22 22 Modularity - Relevant Locations module a; class List{ /*@public abstract Sequence value */ /*@ modifies value */ void insert(){ … } } module b; import a; class Set{ private /*%rep%*/ List l; /*@public abstract Set value */ /*@private depends value ← l.value*/ /*@private represents value ← … */ /*@modifies value */ public void insert(/*%readonly%*/ Object o ) { if ( !l.has(o) ) l.insert(o); } Here Set.value is not relevant for the call to List.insert because universe(Set.l) <universe(Set.value) so List.insert is allowed to modify it.

23 23 Locality Abstract fields X.f of an object X can only depend on locations that belong to X or it’s representation. module a. class A{ private /*%readonly%*/ Integer a; /*@public abstract Integer abs */ /*@private depends abs ← a.value*/ public A( Integer _a ){ a= _a; } } Here we cannot know that a.abs is modified because the depends clause is not accessible. module b import a; class B{ private /*% rep %*/ A a; private Integer b; public void f(){ A a = new A(b); assume( a.abs = 0 ); b = 1; assert( a.abs = 0 ); }

24 24 Authenticity The declaration of an abstract field X.f that depends on a field Y.g must be accessible in the declaration of any method that may modify g.

25 25 Authenticity module b; import a; class B{ protected A a; /*@public abstract Integer absB */ /*@protected depends absB ← a.absA*/ /*@modifies absA */ public void f(){ a = 1; } /*@modifies absA */ public void set( A i ){ a = i; } } module c; import b; class C{ protected /*%rep%*/ B b1,b2; void f(){ /*%rep%*/ A a = new A( 0 ); b1.setA( a ); b2.setA( a ); assume( b1.absB=0 ); b2.f(); assert( b1.absB=0 ); } Here b1.absB is modified although it is relevant and not specified as modified by b2.f - because B.absB is not accessible in the declaration of A.f. There are 2 ways to fix this : 1.Disallowing the sharing of B.a – declaring B.a as rep A. 2.Defining B in the same module as A. module a; class A{ private int a; /*@public abstract Integer absA */ /*@private depends abs ← int*/ /*@modifies absA */ public void f(){ a = 1; } }

26 26 Visibility Every dependency of X.f on Y.g must be declared in every scope in which they are both visible. module a; class A{ private /*%rep%*/ Integer a,b; /*@public abstract Integer absA */ /*@private depends absA ← a*/ /*@public abstract Integer absB */ /*@private depends absB ← b*/ /*@modifies absA */ public void f(){ … } } module b; class B extends A{ /*@private depends absA ← b*/ public void f(){ b=1; } } module c; import a; void f( A a ) { assume( a.absB = 0 ); a.f(); assert( a.absB = 0 ); } Here a.absB is modified although it is relevant and not specified as modified by a.f - because the dependency of absA on a b is not visible in A.f().

27 27 Modularity Theorem The 3 requirements for modularity can be checked statically and locally.
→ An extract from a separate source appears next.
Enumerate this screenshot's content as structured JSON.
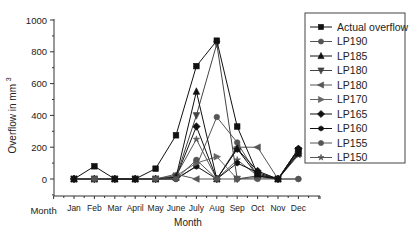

A method m can only modify a relevant location if it is specified in it’s modifies clause. When verifying a method m, for a method invocation o.n(), the verifier of n is responsible for verifying non-modification of relevant locations and the verifier of m is responsible for proving non-modification of non-relevant locations. Modular soundness is proven – if for a program p = ∪M i each M i is verified and p is well formed then p is correct – all methods of p (including main) comply with their pre-post specifications including the modifies clause and all invariants are kept.

28 28 Conclusion Modular soundness is formally defined for a general modular OO language. Modular soundness is proven for a Java subset with it’s specification language. The specification language is expressive enough for most functional needs (FOL). A type system for alias control is integrated into the specification language and proven type-safe.
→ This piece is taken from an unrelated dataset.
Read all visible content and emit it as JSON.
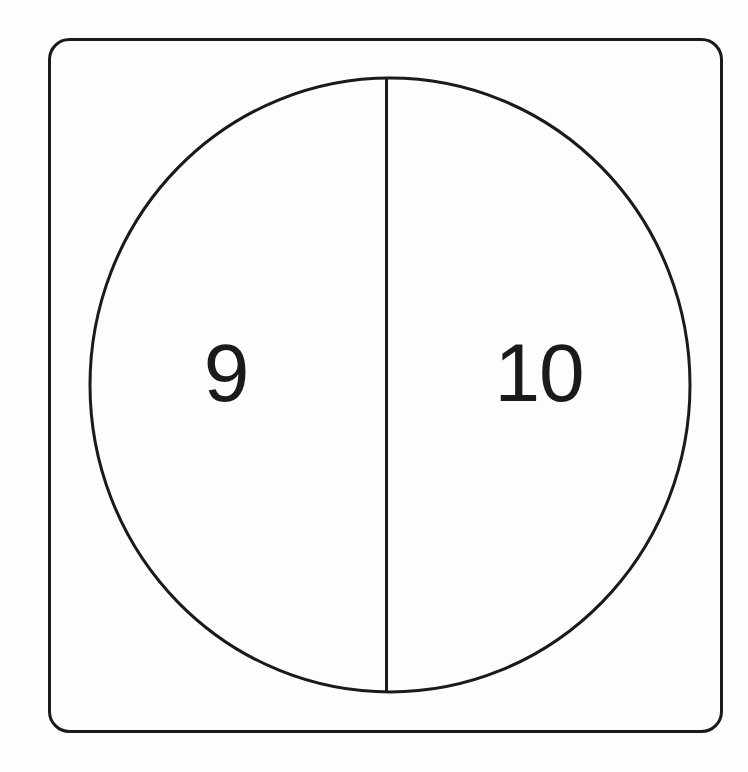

29 29 Shortcomings Type system –Implementation sharing in the type system is only possible through readonly reference downcasts that are hard to verify modularly. –Objects cannot be moved between universes. The authenticity requirement limits some implementation patterns – especially dependencies on imported types. The logic is not modularly complete – some theorems that can be proven on a whole program cannot be proven modularly. The logic is not decidable and some properties ((non)reachability, type-correct downcasts,… ) can only be proven by deduction if at all and not by decidable local algorithms. The Java subset does not include genericity and exceptions. Termination is not dealt with (only parital correctness).